Clarence was created by Skyler Page, formerly a storyboard artist for “Adventure Time”, which began in 2010 and features bisexual character Marcelline the Vampire Queen. Or more accurately, voice artist Olivia Olson out-ed her character at a Los Angeles book signing, telling fans that the show’s creator, Pendleton Ward, told her that Marcelline and Princess Bubblegum had once “dated.”
Another former “Adventure Time” writer, Rebecca Sugar, created Steven Universe, which first aired in November 2013. Steven is half-boy, half alien “gem” and raised by three alien gem mothers, two of whom are romantically involved. A rave March 2015 post by Mey on the lesbian website Autostraddle declared the first season’s finale “one of the queerest episodes of a children’s cartoon in the history of television.”

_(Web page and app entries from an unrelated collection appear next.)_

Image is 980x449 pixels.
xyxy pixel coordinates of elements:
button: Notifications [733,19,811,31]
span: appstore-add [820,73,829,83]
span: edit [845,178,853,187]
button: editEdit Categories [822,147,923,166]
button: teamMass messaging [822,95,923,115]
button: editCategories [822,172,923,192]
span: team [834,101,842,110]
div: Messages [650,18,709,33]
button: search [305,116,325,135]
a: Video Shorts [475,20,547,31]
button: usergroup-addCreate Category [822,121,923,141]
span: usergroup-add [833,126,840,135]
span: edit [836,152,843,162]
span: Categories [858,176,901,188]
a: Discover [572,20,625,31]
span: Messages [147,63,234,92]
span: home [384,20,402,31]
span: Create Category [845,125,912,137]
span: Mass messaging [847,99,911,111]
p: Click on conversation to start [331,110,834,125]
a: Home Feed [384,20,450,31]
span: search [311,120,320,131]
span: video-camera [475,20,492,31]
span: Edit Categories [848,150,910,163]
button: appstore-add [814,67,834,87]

While the American conservative media watch organization Parents Television Council (PTC) doesn’t monitor children’s shows per se, nor zero in on LGBTQ narratives, it nevertheless gaveCartoon Network a failing grade in its 2011 special report, “Cartoons are no laughing matter.”
PTC found that Cartoon Network aired a number of animated series containing sexual references and depictions, bad language and violence, and most egregiously, failed 100 percent of the time to warn parents in advance of sexual content and coarse language. (Disney Channel passed the study with flying colors.)

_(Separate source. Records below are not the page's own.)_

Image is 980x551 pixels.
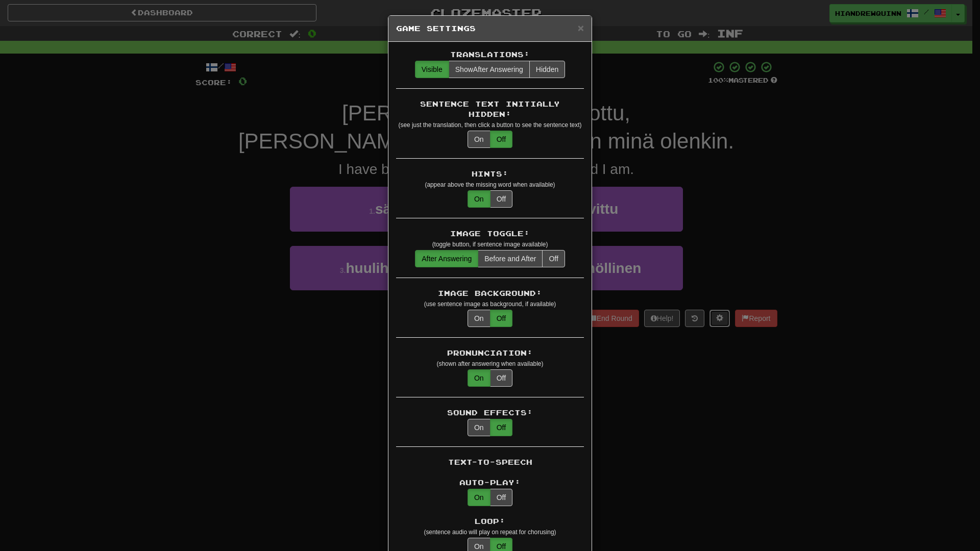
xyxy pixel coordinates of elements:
div: Sound Effects: [396,408,584,418]
div: translations [415,250,565,268]
small: (use sentence image as background, if available) [424,301,556,307]
span: Show [456,66,473,73]
button: On [467,130,490,148]
button: Visible [415,61,449,78]
button: On [467,310,490,327]
button: Off [490,370,512,386]
button: Close [578,22,584,33]
button: On [467,190,490,208]
button: ShowAfter Answering [449,61,529,78]
button: After Answering [415,250,478,268]
small: (appear above the missing word when available) [425,181,554,189]
div: Loop: [396,516,584,527]
div: Image Toggle: [396,229,584,239]
button: Off [490,310,512,327]
div: translations [415,61,565,78]
small: (see just the translation, then click a button to see the sentence text) [399,121,582,129]
div: translations [467,310,512,327]
button: Off [490,190,512,208]
button: Off [490,419,512,436]
div: Image Background: [396,288,584,298]
button: On [467,370,490,386]
div: Text-to-speech auto-play [467,489,512,506]
button: Before and After [478,250,543,268]
button: On [467,489,490,506]
span: × [578,22,584,34]
div: Text-to-Speech [396,457,584,467]
small: (shown after answering when available) [437,360,544,367]
span: After Answering [456,66,523,73]
div: Translations: [396,50,584,60]
div: Auto-Play: [396,478,584,488]
button: Off [490,130,512,148]
button: Off [542,250,564,268]
div: Sentence Text Initially Hidden: [396,99,584,120]
button: Hidden [529,61,565,78]
div: Pronunciation: [396,348,584,358]
button: On [467,419,490,436]
h5: Game Settings [396,23,584,34]
button: Off [490,489,512,506]
small: (sentence audio will play on repeat for chorusing) [424,529,556,536]
div: Hints: [396,169,584,180]
small: (toggle button, if sentence image available) [432,241,548,248]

While watching cartoons might seem “an innocent pastime, animation can pose an inherent risk for children and teens,” the study noted. Compared with other genres, cartoons “can potentially trivialize and bring humor to adult themes and contribute to an atmosphere in which children view these depictions as normative and acceptable.”
The report warns the danger is exacerbated because “children and teens are consuming more and more of their video entertainment outside the traditional confines of a television set.”
That is undoubtedly truer four years on, with ever-expanding, highly competitive, on-demand streaming networks such as Netflix and Amazon Instant Video “dumping money into content for children,” according to Greg Nichols of CaliforniaSunday Magazine.(Graphic via LifeSiteNews)
In an article pointedly titled “Hooked: Why Amazon and Netflix want your kids,” Nichols cited statistics that chart out the brave new media world children inhabit: a 2013Common Sense Media study found 75 percent of American kids aged 8 and under have access to a “smart” mobile device, and the American Pediatric Association asserted the same year that “the average 8-year-old spends eight hours a day—56 hours per week—using electronic media such as laptops, tablets, and smartphones.”
And Nickelodeon pulled “The Legend of Korra” off television after the first season, and ran the next two—including the “coming out” final scene—online, as Vanity Fair’s Robinson noted.
The burgeoning kids’ content on-demand streaming market makes it more urgent that, as Johnston points out, “parents monitor what their kids are exposed to.”
Someone who himself struggled as a young Christian man with same-sex attraction and sex addiction before experiencing healing, Johnston emphasized that “television shows, books, and movies with sexually-confusing messages… introduce children to falsehoods and immorality, and they create confusion and insecurity. Children are not equipped to handle these adult themes.”